The Jesus Foundation has been conducting protests of the annual gay pride parade in front of Seoul City Hall for over 400 days and collecting signatures on a petition to propose an anti-gay marriage bill. The foundation stepped up its demonstration a day before the opening of the biggest festival in the nation to advocate the rights of the so-called LGBTAIQ, or lesbian, gay, bisexual, transgender, asexual, intersex and queer, community.

The size of the festival has grown from only 50 people in 2000 to 30,000 in 2015. Some 65,000 are expected to participate in today’s parade, and a police force of about 2,000 will be dispatched to oversee the event.

The event will be held from 11 a.m. to 7 p.m. at Seoul Plaza.

According to Rhim Yo-han, the head of the Jesus Foundation, homosexuality is an “absolute sin” and people who defend gay rights are talking “gibberish.”

“Do we question why theft and murder are bad?” said the pastor of the Life Church in Uiwang, Gyeonggi. “We don’t. It’s the same thing with homosexuality. It will destroy the nation, families and humanity.”

The foundation denounced Park and Ban for their active support of gay people. “Homosexuals in Korea enjoy the most privileges in the entire world; they are like VIPs,” Rhim said, despite the fact that gay marriage is still not recognized in Korea.

The protest will continue today alongside the queer festival, Rhim said.

During the demonstration on Friday, the pastor onstage asked the audience, “Does anyone here not know why homosexuality is a sin?”

Not everyone at the protest site agreed with the pastor.

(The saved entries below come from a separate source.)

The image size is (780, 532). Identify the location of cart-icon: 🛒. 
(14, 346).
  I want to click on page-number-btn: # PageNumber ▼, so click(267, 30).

“I simply sat there because I was curious,” said a 23-year-old man, who admitted he was gay but asked not to be named because his parents are not happy about his sexuality.

When asked how he felt about the protest, he said, “I respect their freedom of expression, and I also understand that some people hate gays. But using Jesus and the Bible to hate gay people just makes it worse.”

“I think their hatred of homosexual people is not based on a rational calculus but simple dislike,” said a 23-year-old woman who lives in Incheon and also requested anonymity. “I think their antagonism toward homosexual people stems from ignorance.”